The board of directors of the BRA—Boston’s urban planning agency—approved the Life Lab at their meeting as one of a slew of seven projects that together represent an investment of $285.5 million and will create more 530 construction jobs. The Life Lab alone is projected to cost $17 million and generate 13 jobs.
The Life Lab will feature 36 lab benches, fume hoods, tissue culture and microscopy facilities, a private faculty-in-residence lab suite, conference rooms, and co-working spaces to support team planning. The two-story, 15,000-square-foot facility is slated for construction on Western Ave., in the parking lot directly west of the four-year old affiliated Harvard Innovation Lab.
"We are very excited to have received the approval from the BRA to begin construction on the Harvard Life Lab,” Jodi Goldstein, the director of the Harvard Innovation Lab, said in a press release. “This project is a pivotal step in making Allston one of the most robust startup communities in the region.”

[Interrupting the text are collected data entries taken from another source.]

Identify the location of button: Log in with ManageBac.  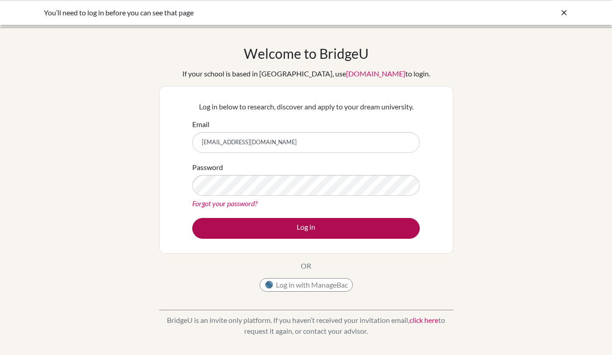
(306, 285).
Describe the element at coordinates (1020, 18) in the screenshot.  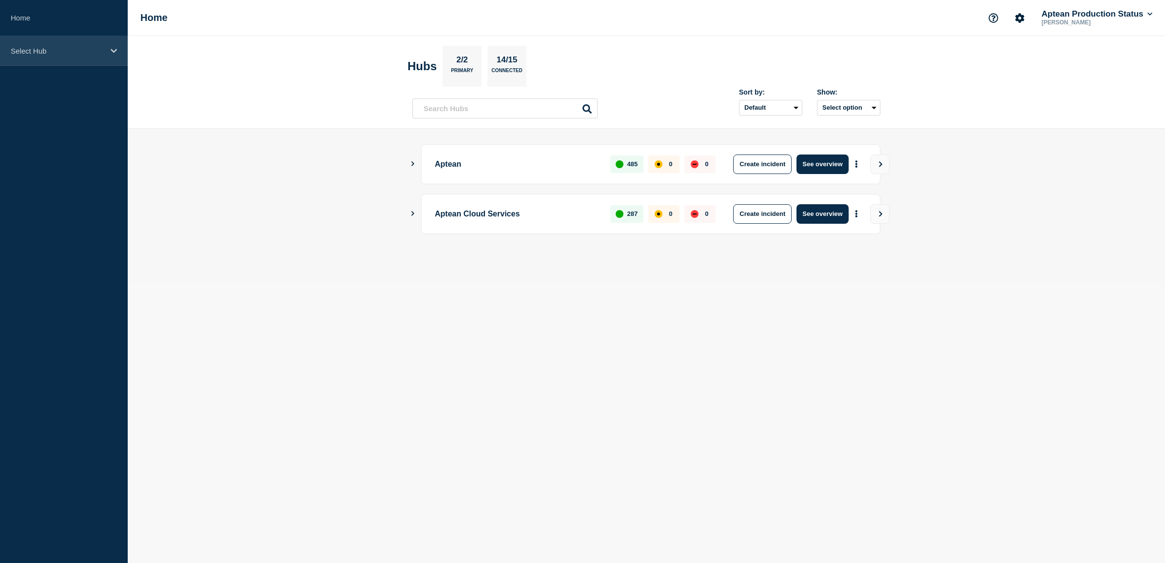
I see `button: Account settings` at that location.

Harvard spokesperson Annie Tomasini and Business School Chief of Operations Andrew F. O’Brien led the University’s presentation to the BRA on Thursday evening, describing the Life Lab’s layout, intended function, and accompanying community benefits package.
“It is a pilot project, we want to see if we can develop this building adjacent to the i-lab and see how productive we can be in accelerating the startup of these life science businesses,” O’Brien said in his concluding remarks to the board.
Though most aspects of the Life Lab were not contentious, board member and former President of the Boston Architectural College Theodore C. Landsmark raised concerns over the planned building’s exterior design. In a pointed exchange with O’Brien, Landsmark asked for assurance that the first iteration of the Life Lab, an interim facility intended to operate for five to 10 years before moving to a more permanent location, would not look like a “trailer.”
“I would just suggest to you that, given that the Mayor and this agency have asked for as much innovation in design as possible, [and] particularly given that the program of this 15,000-square facility is about generating innovation and entrepreneurship, that the buildings you generate in the future… be equally innovative as the work that is proposed to go on within [them],” Landsmark said.
University spokesperson Brigid O’Rourke declined to comment on Landsmark's concern.